Emerson Op-Ed on Farming in a Global Marketplace – May 12, 2009
STATEMENT: – Congress recently received the president’s budget request for the next fiscal year. Among the Administration’s proposals was a $250,000-a-year cap on farm program payments and a phase-out of an important element of the safety net for farmers with crop sales above $500,000. Not only are these proposals bad for Missouri farmers (a soybean farmer with $500,000 in sales would probably take home only $36,000 a year), but the budget also fails to recognize the realities America’s farmers face in foreign competition. This month the European Union released its first report on EU subsidy recipients (although not all countries had disclosed their recipients when the report was written). Based on the most recent data available, the recipient of the most farm program spending in the United States would rank 25th in France. Not in the entire EU, but only in France! The top recipient in Missouri would rank 17th in the Republic of Slovenia. Slovenia, for those who aren’t familiar with it, is a very nice Central European country of 2 million people which is roughly 3,000 square miles larger than Missouri’s Eighth Congressional District. Taken as a whole, spending on commodity support under the European Union’s Common Agriculture Policy (CAP) in 2007 was $127 per acre, in the United States it was $12 per acre. The EU also outpaced the U.S. in spending on non-commodity support by a tally of $37 per acre to $8 per acre in the U.S.
U.S. farmers, however, have long been willing to reduce farm program payments in return for meaningful access to markets around the globe. So far this access has yet to materialize. Long-standing trade disputes with the EU over beef and genetically modified crops are just a few of the non-tariff barriers to trade protecting foreign markets. Meanwhile, developing countries continue to demand access to American markets and an end to the U.S. farm safety net, while remaining inflexible in opening up their own markets. The U.S. Government has also hindered American producers’ ability to access foreign markets. For years the Cuban market, once a significant U.S. export market, was closed to American farmers and ranchers. In 2008, the 8th year since regaining access, American agriculture sold over $700 million worth of food and agricultural products to Cuba, while still facing onerous payment requirements.
American farmers and ranchers produce the safest, most abundant food supply in the world. It has been estimated that over the next two decades the world’s farmers must double their yields in order to meet global demand. We need our family farms now, and we will need them even more in the future. Let us not turn our back on American producers as they face subsidized competition and unfair barriers to trade.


* _WHAT IS BEING ASKED_:
Restate, word for word and with no pictures, the stretch of lines in the data below that begins at the line with "Image is 728x586 pixels." and ends at the line with "Image is 980x499 pixels.", inclusive.

*-*-*

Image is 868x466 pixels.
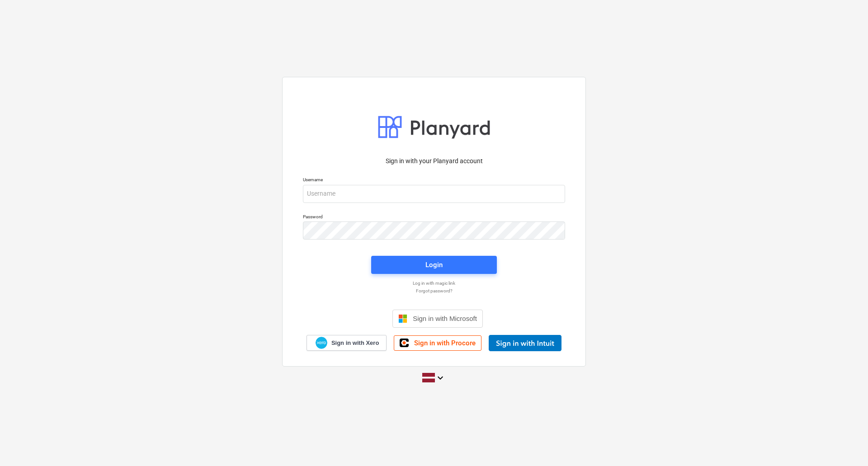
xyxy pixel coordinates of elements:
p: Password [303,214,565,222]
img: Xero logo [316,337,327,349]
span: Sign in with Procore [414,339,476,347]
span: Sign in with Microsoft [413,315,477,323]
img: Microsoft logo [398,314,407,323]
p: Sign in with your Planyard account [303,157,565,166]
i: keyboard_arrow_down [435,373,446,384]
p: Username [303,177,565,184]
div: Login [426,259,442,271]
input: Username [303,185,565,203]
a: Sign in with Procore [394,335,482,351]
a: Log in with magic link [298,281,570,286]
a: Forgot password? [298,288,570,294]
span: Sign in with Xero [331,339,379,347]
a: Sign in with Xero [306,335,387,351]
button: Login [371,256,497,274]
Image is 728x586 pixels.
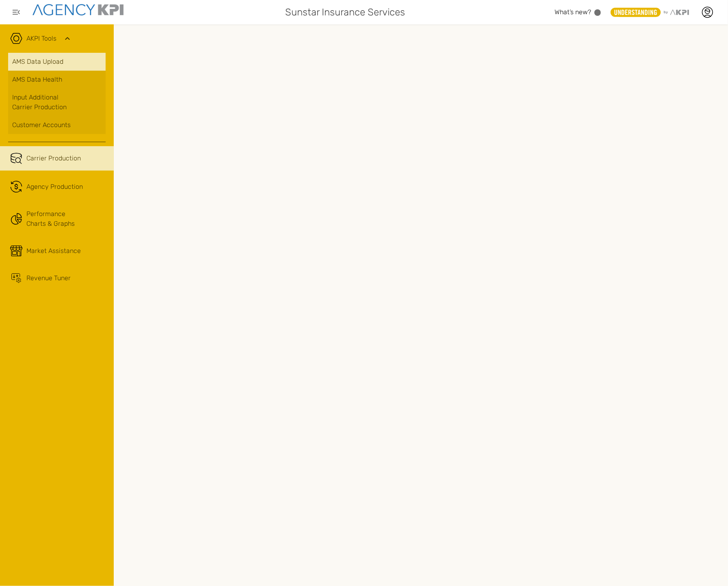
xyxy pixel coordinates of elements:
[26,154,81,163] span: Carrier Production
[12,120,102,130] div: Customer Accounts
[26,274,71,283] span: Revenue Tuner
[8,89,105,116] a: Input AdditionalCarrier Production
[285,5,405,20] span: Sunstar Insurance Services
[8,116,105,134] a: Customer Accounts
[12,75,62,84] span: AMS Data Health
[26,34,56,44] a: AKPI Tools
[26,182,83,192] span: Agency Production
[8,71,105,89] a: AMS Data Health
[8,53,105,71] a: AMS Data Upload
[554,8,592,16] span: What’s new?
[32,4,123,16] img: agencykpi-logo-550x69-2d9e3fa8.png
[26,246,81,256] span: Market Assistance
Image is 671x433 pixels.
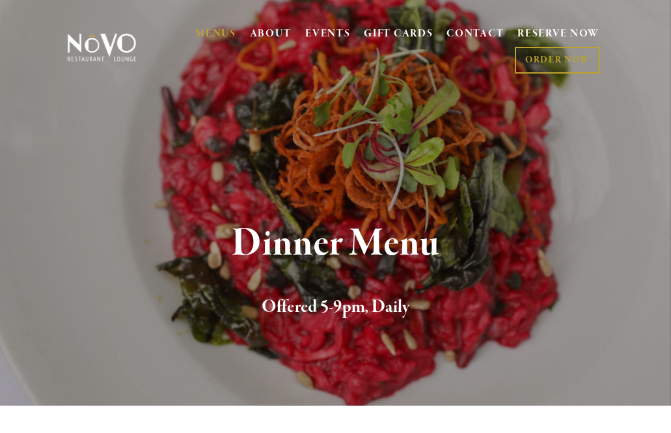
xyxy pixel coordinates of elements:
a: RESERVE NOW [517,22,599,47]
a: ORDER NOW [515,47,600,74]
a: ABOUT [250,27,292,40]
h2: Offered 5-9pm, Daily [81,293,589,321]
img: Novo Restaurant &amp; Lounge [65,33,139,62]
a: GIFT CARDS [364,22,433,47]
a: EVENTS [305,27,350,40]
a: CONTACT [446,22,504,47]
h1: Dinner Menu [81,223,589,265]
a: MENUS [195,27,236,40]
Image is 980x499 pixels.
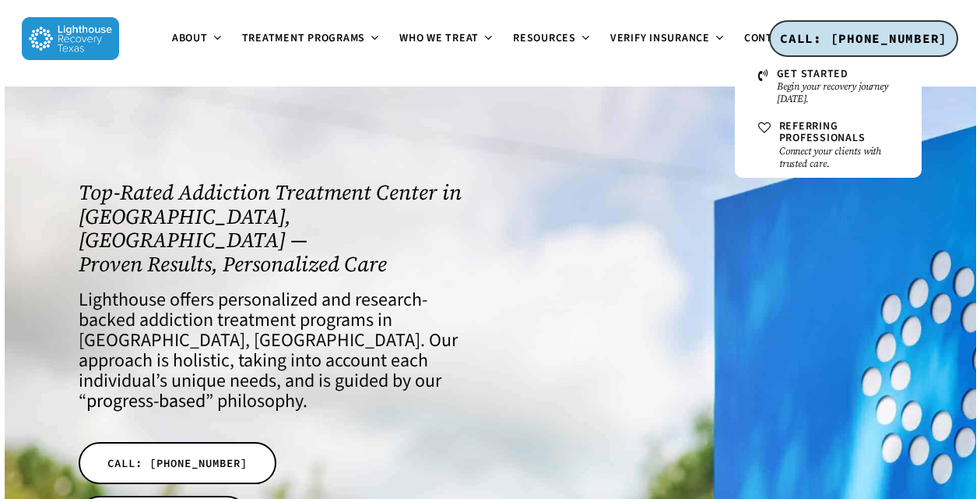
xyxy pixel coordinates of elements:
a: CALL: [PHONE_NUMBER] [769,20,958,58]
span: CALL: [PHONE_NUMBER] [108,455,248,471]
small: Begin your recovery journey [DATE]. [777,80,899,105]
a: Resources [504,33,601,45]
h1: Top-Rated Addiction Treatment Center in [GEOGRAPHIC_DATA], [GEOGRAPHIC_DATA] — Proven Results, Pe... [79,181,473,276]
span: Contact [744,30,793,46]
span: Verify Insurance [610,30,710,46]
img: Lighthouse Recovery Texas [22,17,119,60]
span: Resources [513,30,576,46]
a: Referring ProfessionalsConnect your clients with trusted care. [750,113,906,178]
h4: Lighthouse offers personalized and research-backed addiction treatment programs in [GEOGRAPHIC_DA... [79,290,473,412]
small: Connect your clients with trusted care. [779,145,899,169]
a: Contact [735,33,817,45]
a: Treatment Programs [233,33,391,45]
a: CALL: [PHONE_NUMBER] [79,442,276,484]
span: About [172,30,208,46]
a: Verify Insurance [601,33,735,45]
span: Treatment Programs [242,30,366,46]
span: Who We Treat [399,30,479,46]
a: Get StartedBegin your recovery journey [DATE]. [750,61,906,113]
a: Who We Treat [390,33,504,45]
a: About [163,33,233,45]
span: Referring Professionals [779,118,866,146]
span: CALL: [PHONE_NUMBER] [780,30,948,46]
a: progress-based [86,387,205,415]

*-*-*

* _THE ANSWER_:
Image is 728x586 pixels.
xyxy pixel coordinates of elements:
[26,154,81,163] span: Carrier Production
[12,120,102,130] div: Customer Accounts
[26,274,71,283] span: Revenue Tuner
[8,89,105,116] a: Input AdditionalCarrier Production
[285,5,405,20] span: Sunstar Insurance Services
[8,116,105,134] a: Customer Accounts
[12,75,62,84] span: AMS Data Health
[26,34,56,44] a: AKPI Tools
[26,182,83,192] span: Agency Production
[8,71,105,89] a: AMS Data Health
[8,53,105,71] a: AMS Data Upload
[554,8,592,16] span: What’s new?
[32,4,123,16] img: agencykpi-logo-550x69-2d9e3fa8.png
[26,246,81,256] span: Market Assistance
Image is 671x433 pixels.
xyxy pixel coordinates of elements:
a: RESERVE NOW [517,22,599,47]
a: ORDER NOW [515,47,600,74]
a: ABOUT [250,27,292,40]
h2: Offered 5-9pm, Daily [81,293,589,321]
img: Novo Restaurant &amp; Lounge [65,33,139,62]
a: GIFT CARDS [364,22,433,47]
a: EVENTS [305,27,350,40]
a: CONTACT [446,22,504,47]
h1: Dinner Menu [81,223,589,265]
a: MENUS [195,27,236,40]
Image is 980x499 pixels.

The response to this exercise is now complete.